The Body Speaks in Hushed Tones - LISTEN





N is an acquaintance. I have known her for a few months and for the time I have known her, I have heard of the tough life she's been through since she was a teenager. From bearing the mantle of mother to her younger siblings to supporting a partner who was disabled in a car accident, N has seen times that some of us have only come across in books or films.

She has often said, "Stress is my middle name", and laughed as a consequence.

I have laughed to give her company, though I can say that in my deepest heart, I have not laughed at all.

Her stress has been slowly killing her. The stress of playing roles she might not be ready for. The stress of being there for everyone else, when her own body is falling apart. The stress of not being able to say "no".

It has seeped into her joints and her sacred hours of sleep. She has more nightmares now than she can count.

As someone who believes the organism is one whole and that body-mind-soul-spirit differentiations are necessary only to be able to study the parts, I look at N and wonder what her body might be telling her.

"Leave me alone!"

"Oh God! This hurts so much!"

"You're not even listening to me!"

A chill runs down my spine. In alternative traditions of bodywork, emotions are known to have an undeniable impact on physicality. Think of the energy centres ("chakras") and the way they can get blocked. If your anahata or heart chakra develops resistances, it is a high possibility you will develop heart disease.

The ancient texts wax eloquent about diet, exercise, sleep, meditation, but let's take it the way it is. You, me, N and a zillion other people, we've moved to lifestyles that don't support us anymore. Lifestyles that suck our very life blood. Lifestyles that show us illusory means of staying afloat, while we sink deeper and deeper.

Stress is at the core of our lives today. It is at the tip of our fingers, the gentle throb in our temples, it is in our eyes straining to see the light of the evening sky (through a smog of cars and disarray of concrete structures). We are dying in the middle of living a li(f)e.

At the cost of sounding morbid, I am saying what I am saying. And fixes such as "go for a run everyday", "eat a plant-based diet", "move to the mountains" etc. don't seem long-lasting to me. Think about it. Stress, in its basic form, is a form of nervous accumulation. It seeks to not just find expression, but channeled expression.

I will now use my own example. I have battled anger most of my adult life. All those who know me well, know me as an angry person. Now there was a time when I would sense anger in my system and to deal with it, I would go out with people I liked. I would drown myself in validation, laughter, admiration from the opposite sex. Yada, yada, yada. "Ha! See! I am not such an angry person after all!"

My body was keeping score all the while though. I began to develop sleep issues, I experienced a bitterness I couldn't explain, I became a kind of rigid I would any day hate in other people.

Until I had the equanimity to sit with my stress, work with it in therapy, experientially move it around physically and find a way to speak it out for what it was worth. Yes, my anger was my stress.

And I had to look it in the eye to change it, to acknowledge that there were other emotions sitting with it while I enjoyed a casual drink somewhere.

The body is a beautiful, intelligent, vulnerable system that deserves love and respect. It has its own way of talking to us. Are we ready to listen?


▸ **YOUR OBJECTIVE**:
May I please have every record restated word for word, with the images left out?

▸ **DATA EXCERPTS**:
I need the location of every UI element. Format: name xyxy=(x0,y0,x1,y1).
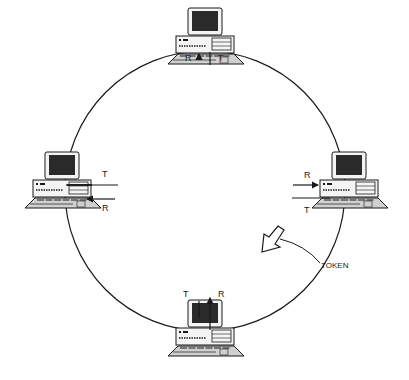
transmit-label: T xyxy=(183,289,189,299)
receive-label: R xyxy=(304,170,311,180)
node-bottom[interactable]: T R xyxy=(168,289,244,356)
transmit-label: T xyxy=(304,205,310,215)
token-ring-diagram: R T T R R T T R TOKEN xyxy=(0,0,409,380)
computer-icon xyxy=(312,152,388,208)
receive-label: R xyxy=(102,203,109,213)
token-label: TOKEN xyxy=(321,261,349,270)
transmit-label: T xyxy=(218,53,224,63)
transmit-label: T xyxy=(102,169,108,179)
computer-icon xyxy=(168,8,244,64)
node-left[interactable]: T R xyxy=(25,152,115,213)
receive-label: R xyxy=(218,289,225,299)
token-leader-line xyxy=(280,239,320,263)
node-top[interactable]: R T xyxy=(168,8,244,65)
receive-label: R xyxy=(185,53,192,63)
computer-icon xyxy=(168,300,244,356)
ring-cable xyxy=(65,51,345,331)
node-right[interactable]: R T xyxy=(292,152,388,215)
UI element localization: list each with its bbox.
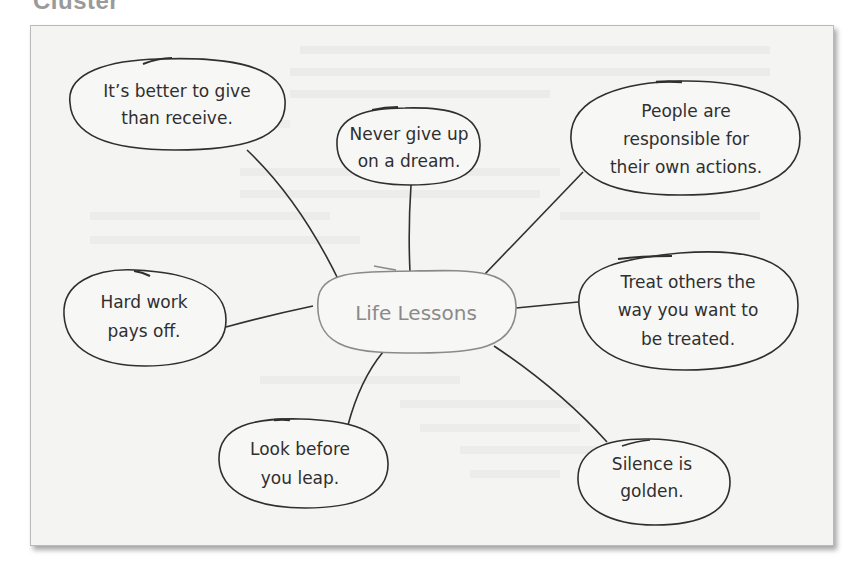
node-silence-line-1: Silence is [612,454,692,474]
node-treat-line-2: way you want to [618,300,759,320]
node-responsible-line-3: their own actions. [610,157,762,177]
connector-responsible [484,172,583,275]
node-hardwork-line-2: pays off. [107,321,180,341]
node-give[interactable]: It’s better to give than receive. [70,58,285,150]
node-give-line-1: It’s better to give [103,81,250,101]
node-responsible[interactable]: People are responsible for their own act… [571,81,800,195]
center-node[interactable]: Life Lessons [318,266,516,353]
node-hardwork-line-1: Hard work [100,292,187,312]
connector-dream [409,185,411,272]
center-label: Life Lessons [355,301,477,325]
node-dream-line-1: Never give up [349,124,468,144]
node-look-line-2: you leap. [261,468,339,488]
node-treat-line-1: Treat others the [620,272,756,292]
node-silence-line-2: golden. [620,481,683,501]
connector-look [348,352,383,425]
node-look-line-1: Look before [250,439,350,459]
connector-hardwork [226,306,313,327]
node-responsible-line-2: responsible for [623,129,749,149]
cluster-diagram: Life Lessons It’s better to give than re… [0,0,849,567]
connector-treat [516,302,578,308]
node-treat[interactable]: Treat others the way you want to be trea… [579,252,798,370]
node-look[interactable]: Look before you leap. [219,419,388,508]
node-silence[interactable]: Silence is golden. [578,439,730,525]
node-give-line-2: than receive. [121,108,233,128]
node-treat-line-3: be treated. [641,329,735,349]
node-dream-line-2: on a dream. [358,151,461,171]
node-responsible-line-1: People are [641,101,730,121]
node-hardwork[interactable]: Hard work pays off. [64,270,226,366]
node-dream[interactable]: Never give up on a dream. [337,107,480,185]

▸ **SOLUTION FOR THIS PROBLEM**:
I need the location of every UI element. Format: name xyxy=(x0,y0,x1,y1).
transmit-label: T xyxy=(183,289,189,299)
receive-label: R xyxy=(304,170,311,180)
node-bottom[interactable]: T R xyxy=(168,289,244,356)
transmit-label: T xyxy=(304,205,310,215)
token-ring-diagram: R T T R R T T R TOKEN xyxy=(0,0,409,380)
computer-icon xyxy=(312,152,388,208)
receive-label: R xyxy=(102,203,109,213)
token-label: TOKEN xyxy=(321,261,349,270)
transmit-label: T xyxy=(218,53,224,63)
transmit-label: T xyxy=(102,169,108,179)
computer-icon xyxy=(168,8,244,64)
node-left[interactable]: T R xyxy=(25,152,115,213)
receive-label: R xyxy=(218,289,225,299)
token-leader-line xyxy=(280,239,320,263)
node-top[interactable]: R T xyxy=(168,8,244,65)
receive-label: R xyxy=(185,53,192,63)
computer-icon xyxy=(168,300,244,356)
ring-cable xyxy=(65,51,345,331)
node-right[interactable]: R T xyxy=(292,152,388,215)
UI element localization: list each with its bbox.
node-silence-line-1: Silence is [612,454,692,474]
node-treat-line-2: way you want to [618,300,759,320]
node-responsible-line-3: their own actions. [610,157,762,177]
connector-responsible [484,172,583,275]
node-hardwork-line-2: pays off. [107,321,180,341]
node-give[interactable]: It’s better to give than receive. [70,58,285,150]
node-give-line-1: It’s better to give [103,81,250,101]
node-responsible[interactable]: People are responsible for their own act… [571,81,800,195]
center-node[interactable]: Life Lessons [318,266,516,353]
node-hardwork-line-1: Hard work [100,292,187,312]
connector-dream [409,185,411,272]
center-label: Life Lessons [355,301,477,325]
node-dream-line-1: Never give up [349,124,468,144]
node-look-line-2: you leap. [261,468,339,488]
node-treat-line-1: Treat others the [620,272,756,292]
node-silence-line-2: golden. [620,481,683,501]
connector-look [348,352,383,425]
node-look-line-1: Look before [250,439,350,459]
connector-hardwork [226,306,313,327]
node-responsible-line-2: responsible for [623,129,749,149]
cluster-diagram: Life Lessons It’s better to give than re… [0,0,849,567]
connector-treat [516,302,578,308]
node-treat[interactable]: Treat others the way you want to be trea… [579,252,798,370]
node-look[interactable]: Look before you leap. [219,419,388,508]
node-silence[interactable]: Silence is golden. [578,439,730,525]
node-give-line-2: than receive. [121,108,233,128]
node-treat-line-3: be treated. [641,329,735,349]
node-dream-line-2: on a dream. [358,151,461,171]
node-responsible-line-1: People are [641,101,730,121]
node-hardwork[interactable]: Hard work pays off. [64,270,226,366]
node-dream[interactable]: Never give up on a dream. [337,107,480,185]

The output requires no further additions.